Bellholme Sports Ground Project
B2B Mentoring
We are supporting small, medium and micro businesses in the Calder Valley.
Cockroft Communal Garden Project
Residents of Cockcroft and Wilkinson House in Lydgate have completed a project to create an outside community space, where they can meet and socialise with their neighbours. A bare washing line yard has been transformed aesthetically into a community garden, with planters and seating areas. The immediate feedback from other residents and visitors was, how amazing the project has been in bringing people together who might otherwise have just passed on the entrance path or in the doorway.
DestinationTOD
In January 2019 we organised and led a workshop in collaboration with Todmorden Information Centre and Calderdale Tourism. This was called “DestinationTOD” and was designed to firstly look at the successes of the previous year and how to build on them. And secondly to see if we could find a unifying identity for the town that we can all get behind to use in collectively promoting the town.
Past Projects

Incredible Festival of Ideas - June 2018
The Incredible Festival of Ideas will be a radical, community festival to which all are invited to join. This is a collaborative community festival across the Calder Valley from Todmorden to Halifax on summer solstice weekend.

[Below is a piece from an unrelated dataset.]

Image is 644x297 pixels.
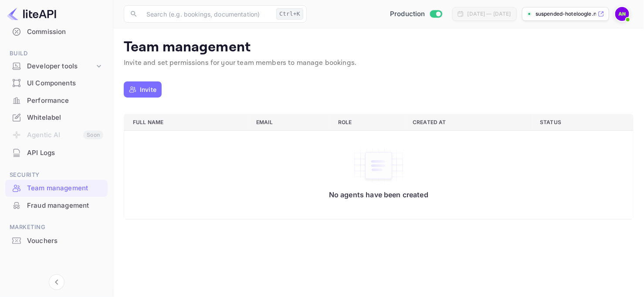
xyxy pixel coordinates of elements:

Main Incredible Festival of Ideas page
‘All Things Resilience’ Conference
‘Business As Usual’? - Businesses in the Upper Calder Valley & the aftermath of the December 2015 Flooding
On Boxing Day 2015 the Upper Calder Valley woke to the sound of heart stopping sirens wailing along a 14 mile stretch of the river Calder. Within just a few hours the four main towns, and communities in between, were overwhelmed by a river in rage, causing the worst flooding in living memory. Businesses in Mytholmroyd, Hebden Bridge, Todmorden and Sowerby Bridge were deluged by flood water, mud and sewerage. Some properties collapsed into the river with the force of the water. In the period that followed, even businesses not directly affected by flood water were devastated by loss of trade. This site tells the raw and emotional stories of some of those businesses.